Skipping the images, transcribe each record below as it is.
Data to use Block Start
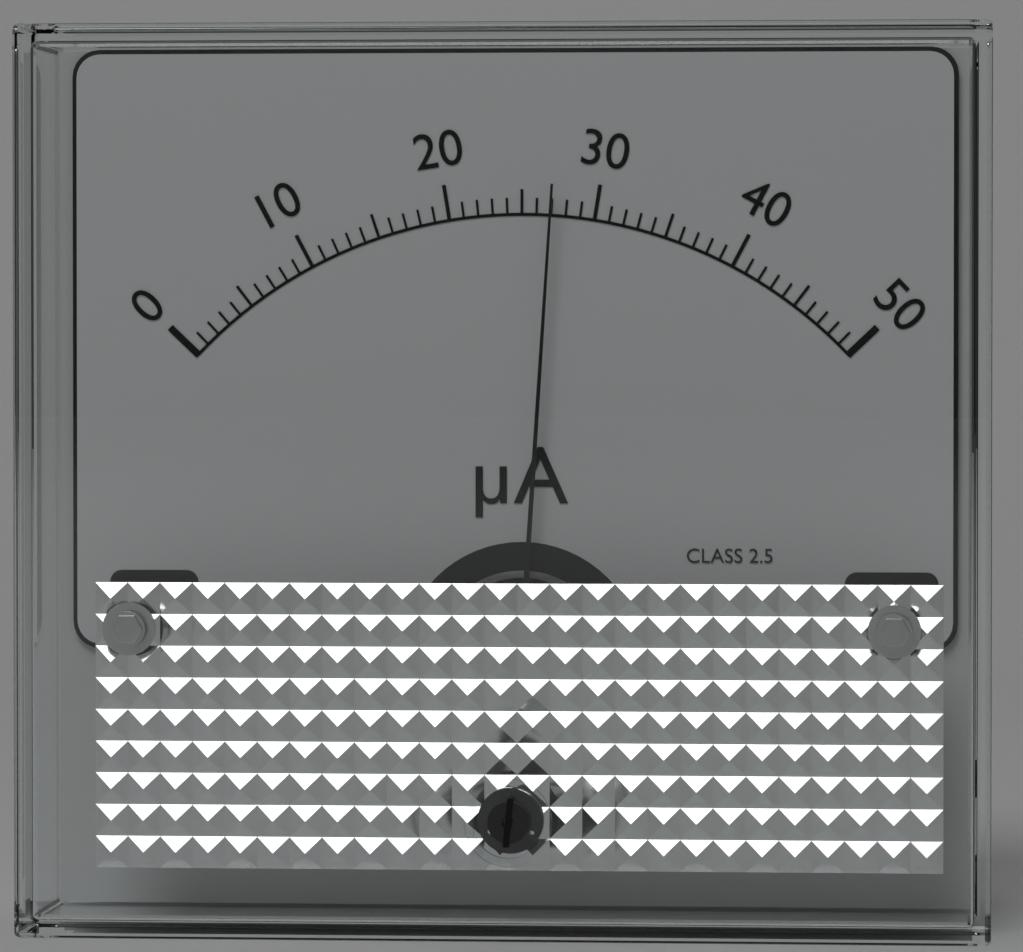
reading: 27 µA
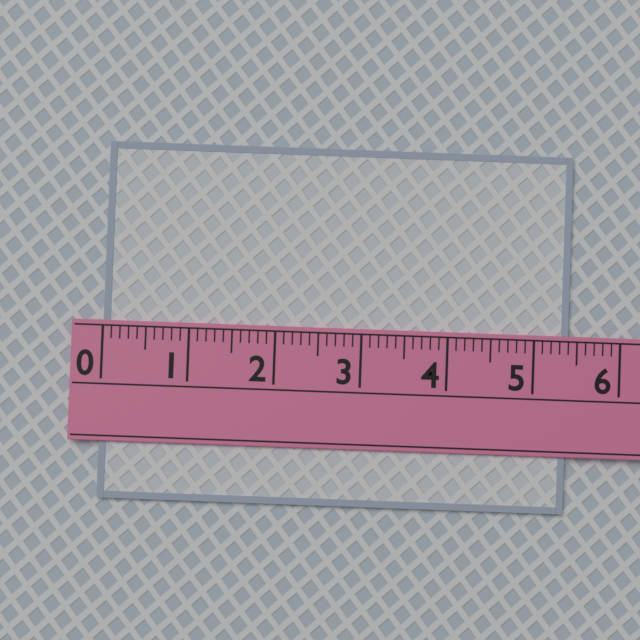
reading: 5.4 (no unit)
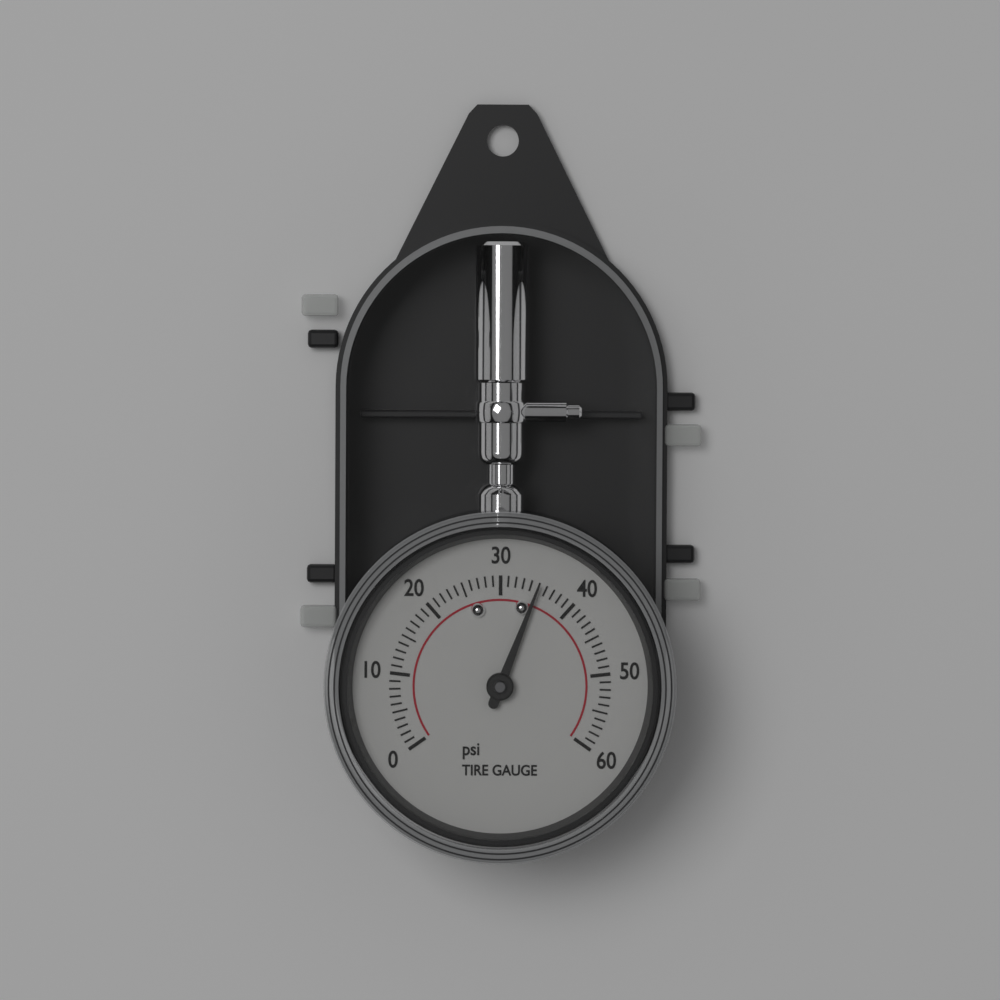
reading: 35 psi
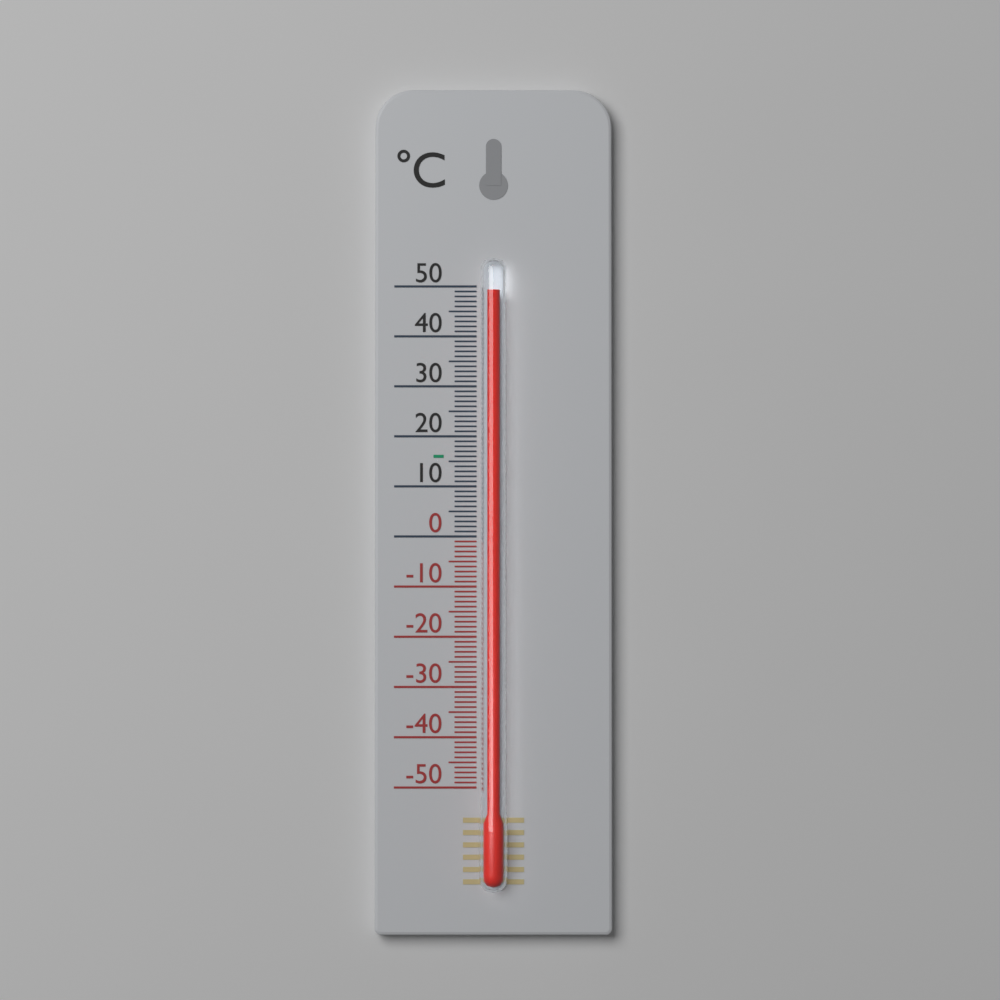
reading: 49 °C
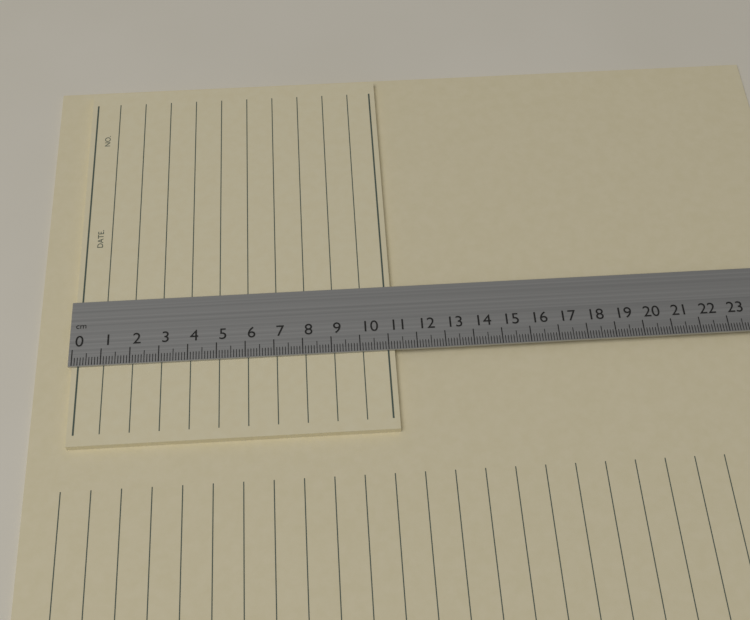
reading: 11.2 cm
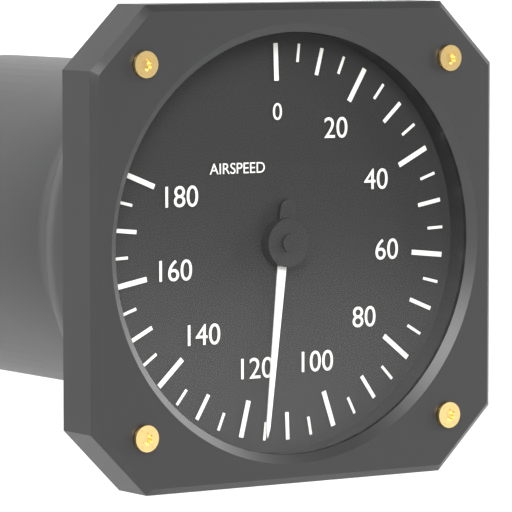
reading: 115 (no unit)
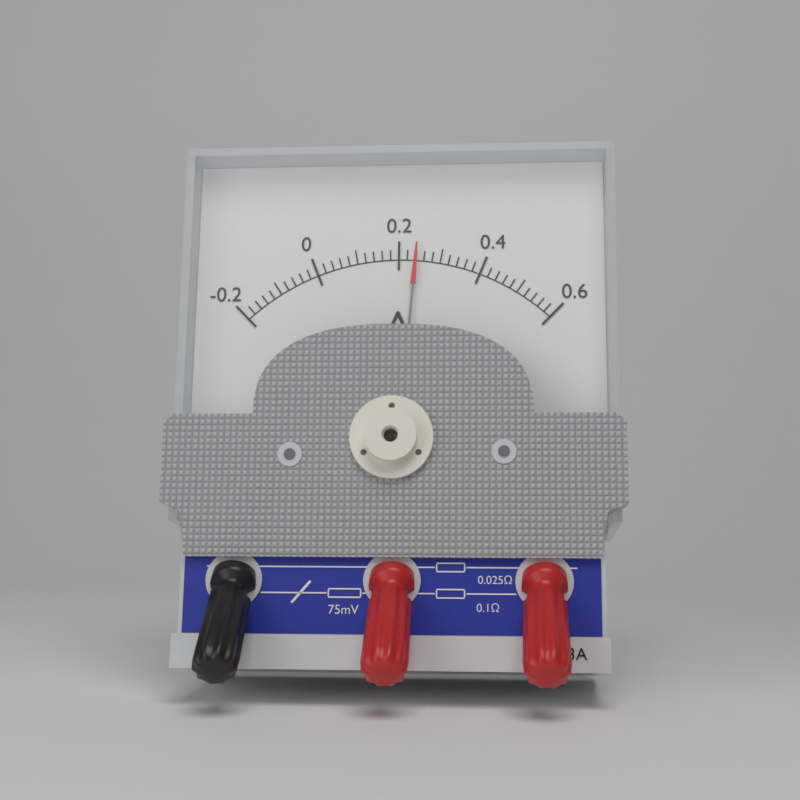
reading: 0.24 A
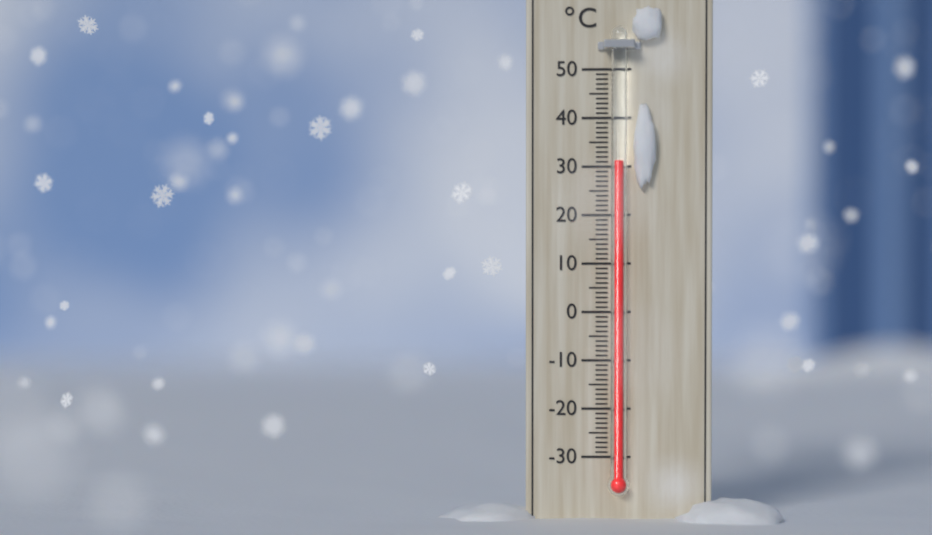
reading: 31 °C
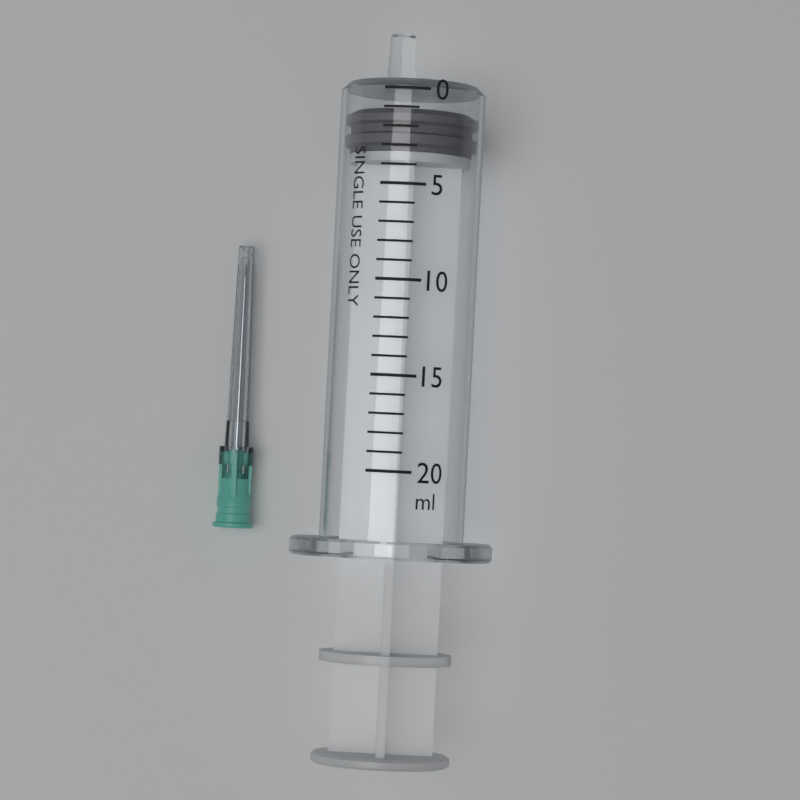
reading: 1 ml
Data to use Block End
■ Output
reading: 27 µA
reading: 5.4 (no unit)
reading: 35 psi
reading: 49 °C
reading: 11.2 cm
reading: 115 (no unit)
reading: 0.24 A
reading: 31 °C
reading: 1 ml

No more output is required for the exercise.